The teacher can regulate instructions rapidly during learning development, allowing students to benefit from these rapid adjustments by means of regulating and emerging own learning progress. Feedback occurs while learning takes place, and effective feedback identifies the gap between where student remains at and where student desires to be. The teacher can be confronted with predicaments performed during formative assessments. There remain no obvious solutions to a situation, and a decision made, exists dependent on the individual situation, appropriate to the teacher and student involved. The teacher relies on professional judgement, formatively assessing the purpose of provoked action.
) can bring to surface hidden potential of students, as well as develop it. Students who participate in extra-curriculum activities are believed to have better academic performance. The "hidden curriculum," which refers to the kinds of learnings children derive from the very nature and organizational design of the public school, as well as from the behaviors and attitudes of teachers and administrators.... " (Longstreet and Shane, 1993). The hidden curriculum gives “hidden” academic, social, and cultural messages that are communicated to students while they are in school. Teachers teach and students learn implicit concepts and patterns.
First of all, formative assessment allow student to gain opportunity on how to take responsibility for their own learning, as example, teachers designed classroom assessment for students, students have to develop an understanding on their own and address findings for the challenge they encounter, all these able to help students aware of their learning needs and interests. Teachers can help student in learning but at the end of the day, student is the one who need to do the learning. Student will have better performance in studies if they figured out their strengths and weaknesses on particular subject they need to work on. Besides that, evaluation such as teachers explain learning aims, give effective feedback and check their understanding after each formative assessment, these helps students in communicate clear and specific learning goals. By setting goal,
A hidden curriculum is the unintended lessons that students learn at their time in school. Skelton defines the hidden curriculum as: That set of implicit messages relating to knowledge, values, norms of behaviour and attitudes that learners experience in and through educational processes. These messages may be contradictory, non-linear and punctuational and each learner mediates the message in her/his own way. (Skelton, 1997, p.188 cited in Paechter, 1999.) Every school has its own planned curriculum which it intends to teach to its students, like a Math lesson plan or an English lesson plan.
The curriculum that teachers are required to teach today limits the information and extra material they can teach the students to succeed. The teachers are required to teach the students information regarding what is needed for the standardized test to advance to the next grade. “Public schools must follow state guidelines that set out specific standards and assessment procedures. In theory, this creates a certain amount of quality control” (Greatschools). With this type of teaching in our public schools it is effecting some student’s education rates and their actual ability to retain the material after taking the test.
Summative assessment is the culmination of the teaching and learning process, and gives the students opportunities to demonstrate what has been learned, as stated on SDH Student Assessment Policy. Summative assessment aims to give teachers and students a clear insight into students’ understanding. Summative test would be given to the students in the end of each unit chapter, and teacher would give numerical score for report card. Sometimes, the students asked me how to count their score in numerical scale for the formative test because they were unsatisfied if they just got teacher’s comment, not a numerical score. Then, I tried to explain that
Many people acknowledge that learning at school is a passive process. Holt (1969) maintained that schools orient students to absorb the information rather than integrate them. Schools only force the students to think and behave in the same so-called standard. In the other words, school kills students’ curiosity, creativity and independence. However, such arguments ignore the fact that nowadays the majority of schools’ pedagogy is transforming into student-centered learning and teaching .The heart of this approach is the collaboration between students and teachers.
Therefore, Suchman developed the inquiry training model to help students to inquire independently in a disciplined manner. But our traditional educational system discourages the natural process of inquiry. Students become more silent in the classrooms as they move through the higher classes. They learn to listen and repeat the expected answers instead of learning to ask too many questions. It is the result of lack of inquiry based learning.
Students work self-reliantly on assignments or as part of independent teams. The teacher is available at the request of students as a resource person. An educator using the delegator teaching style has a habit of placing control and accountability for culture on individuals or groups of students. This teacher will frequently give students a special role in planning and fulfilling their own multifaceted learning projects and will act in an advice-giving role. This is another student-centered style whereby the teacher places much concern for learning on students.
Needs based on different situations in the classroom and of students with different backgrounds can also be met with the use of varied methods of assessment. This enables teachers to select from a broad range of different tools to help students reach their learning goals. Past research has indicated that there are many problems associated with teachers’ classroom assessment practices. These include teachers’ lack of an adequate knowledge base involving the basic testing and measurement concepts (Stiggins, 2005), limited teacher training in assessment and failure of teachers to apply and adhere to measurement guidelines they learned in measurement courses. On the other hand, teachers who develop useful assessments, provide corrective instruction, and give students second chances to demonstrate success which can improve their teaching and assist students to discover.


EXERCISE OBJECTIVE:
From the first line to the last, write out the records exactly, leaving the pictures behind.

ENTRIES SHOWN:

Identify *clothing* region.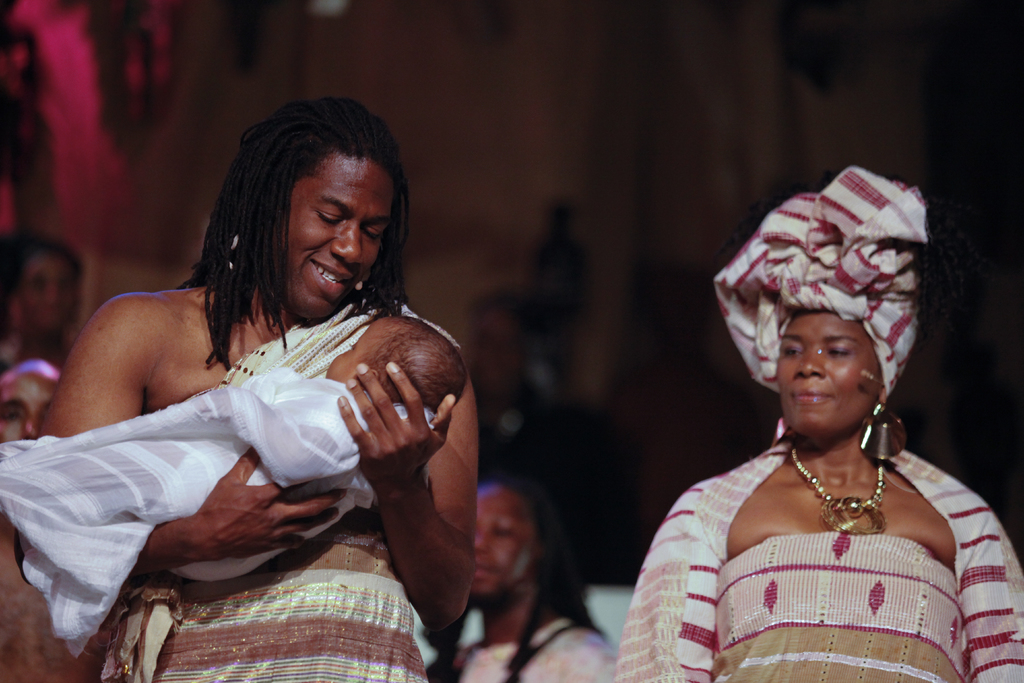
Region: Rect(438, 611, 616, 680).
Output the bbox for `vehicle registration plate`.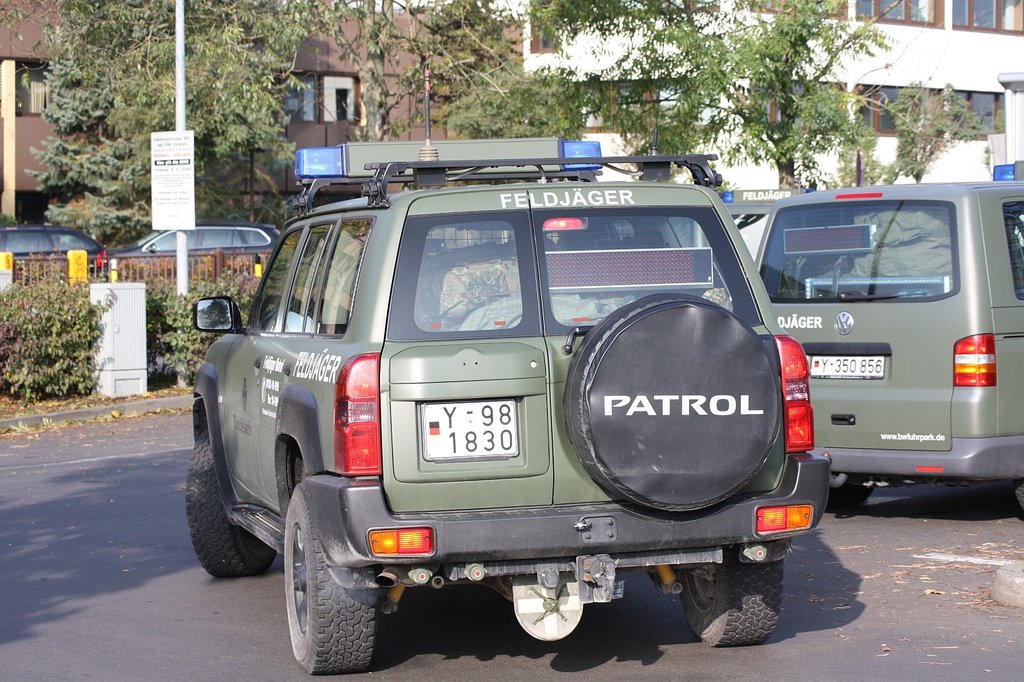
detection(416, 401, 522, 462).
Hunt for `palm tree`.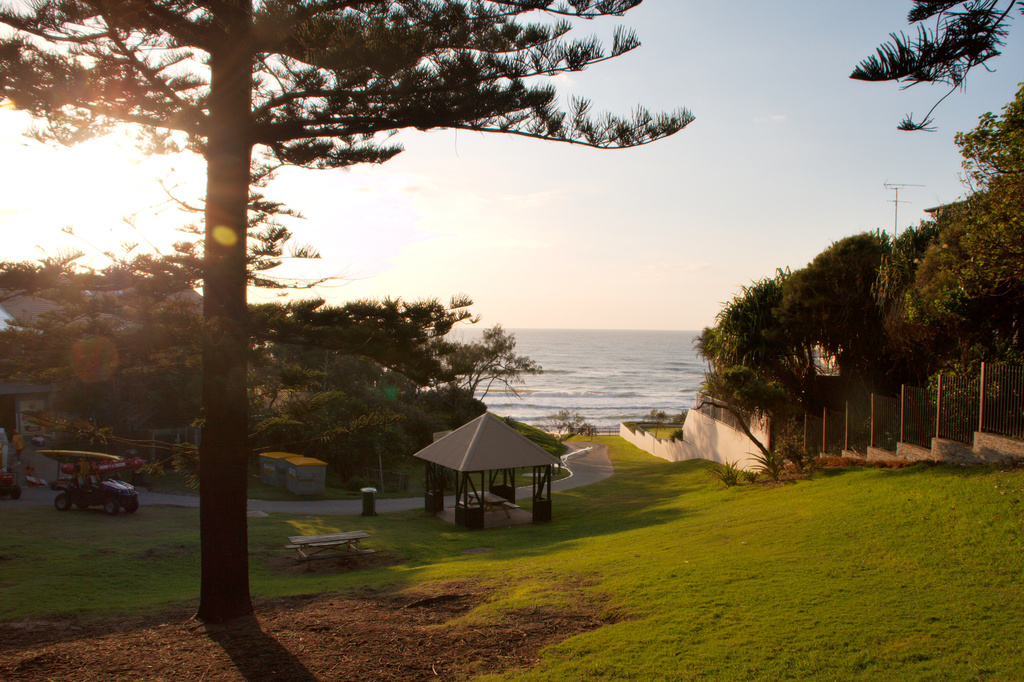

RESULT OF THIS EXERCISE:
Identify *clothing* region.
Region: Rect(438, 611, 616, 680).
Output the bbox for `vehicle registration plate`.
detection(416, 401, 522, 462).
Hunt for `palm tree`.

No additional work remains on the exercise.